WHAT YOU NEED TO DO: Search the records for "item" and copy each line that holds it.

[Stored records]
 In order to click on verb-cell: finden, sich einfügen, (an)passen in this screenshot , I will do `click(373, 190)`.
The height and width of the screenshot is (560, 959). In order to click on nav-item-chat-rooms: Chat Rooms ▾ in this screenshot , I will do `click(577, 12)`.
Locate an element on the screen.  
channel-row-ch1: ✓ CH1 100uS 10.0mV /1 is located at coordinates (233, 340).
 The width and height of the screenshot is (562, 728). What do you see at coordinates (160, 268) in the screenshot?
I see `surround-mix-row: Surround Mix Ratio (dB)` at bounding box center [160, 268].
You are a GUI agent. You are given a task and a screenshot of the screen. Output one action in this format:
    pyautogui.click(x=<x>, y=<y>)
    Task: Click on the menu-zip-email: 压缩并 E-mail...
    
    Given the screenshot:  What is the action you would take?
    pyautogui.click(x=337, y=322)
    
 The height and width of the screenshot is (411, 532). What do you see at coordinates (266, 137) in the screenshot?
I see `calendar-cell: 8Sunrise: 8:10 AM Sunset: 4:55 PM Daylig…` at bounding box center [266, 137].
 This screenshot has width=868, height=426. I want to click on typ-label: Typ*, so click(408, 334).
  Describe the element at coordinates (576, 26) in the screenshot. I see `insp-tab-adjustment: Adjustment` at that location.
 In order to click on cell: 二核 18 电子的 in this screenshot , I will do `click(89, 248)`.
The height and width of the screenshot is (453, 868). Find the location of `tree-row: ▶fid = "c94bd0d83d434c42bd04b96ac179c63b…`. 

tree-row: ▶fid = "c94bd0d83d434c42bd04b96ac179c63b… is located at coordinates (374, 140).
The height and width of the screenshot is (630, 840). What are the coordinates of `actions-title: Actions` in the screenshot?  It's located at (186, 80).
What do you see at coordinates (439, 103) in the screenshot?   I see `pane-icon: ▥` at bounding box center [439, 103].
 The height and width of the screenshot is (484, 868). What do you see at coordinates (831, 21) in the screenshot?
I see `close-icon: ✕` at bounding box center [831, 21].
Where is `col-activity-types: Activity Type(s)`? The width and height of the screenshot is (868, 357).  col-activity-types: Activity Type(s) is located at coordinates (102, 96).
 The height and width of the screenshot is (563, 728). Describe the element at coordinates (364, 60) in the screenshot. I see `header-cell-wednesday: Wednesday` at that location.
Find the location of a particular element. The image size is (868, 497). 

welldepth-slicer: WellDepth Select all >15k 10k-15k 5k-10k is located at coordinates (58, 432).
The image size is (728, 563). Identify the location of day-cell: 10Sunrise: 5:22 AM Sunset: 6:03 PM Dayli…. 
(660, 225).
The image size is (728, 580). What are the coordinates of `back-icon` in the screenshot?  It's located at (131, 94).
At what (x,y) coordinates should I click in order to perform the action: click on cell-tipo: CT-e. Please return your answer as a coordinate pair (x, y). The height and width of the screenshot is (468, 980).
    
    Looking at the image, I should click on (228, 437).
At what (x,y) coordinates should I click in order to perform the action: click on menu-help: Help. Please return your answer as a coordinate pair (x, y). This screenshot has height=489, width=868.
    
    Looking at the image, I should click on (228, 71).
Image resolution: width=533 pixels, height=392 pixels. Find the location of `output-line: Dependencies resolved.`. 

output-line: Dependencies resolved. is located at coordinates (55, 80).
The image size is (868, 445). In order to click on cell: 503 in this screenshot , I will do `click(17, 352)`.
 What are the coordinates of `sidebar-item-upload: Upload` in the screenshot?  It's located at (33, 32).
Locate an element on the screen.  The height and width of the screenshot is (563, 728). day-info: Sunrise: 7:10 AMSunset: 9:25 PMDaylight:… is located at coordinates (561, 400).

TASK OUTPUT:
The height and width of the screenshot is (560, 959). In order to click on nav-item-chat-rooms: Chat Rooms ▾ in this screenshot , I will do `click(577, 12)`.
 What are the coordinates of `sidebar-item-upload: Upload` in the screenshot?  It's located at (33, 32).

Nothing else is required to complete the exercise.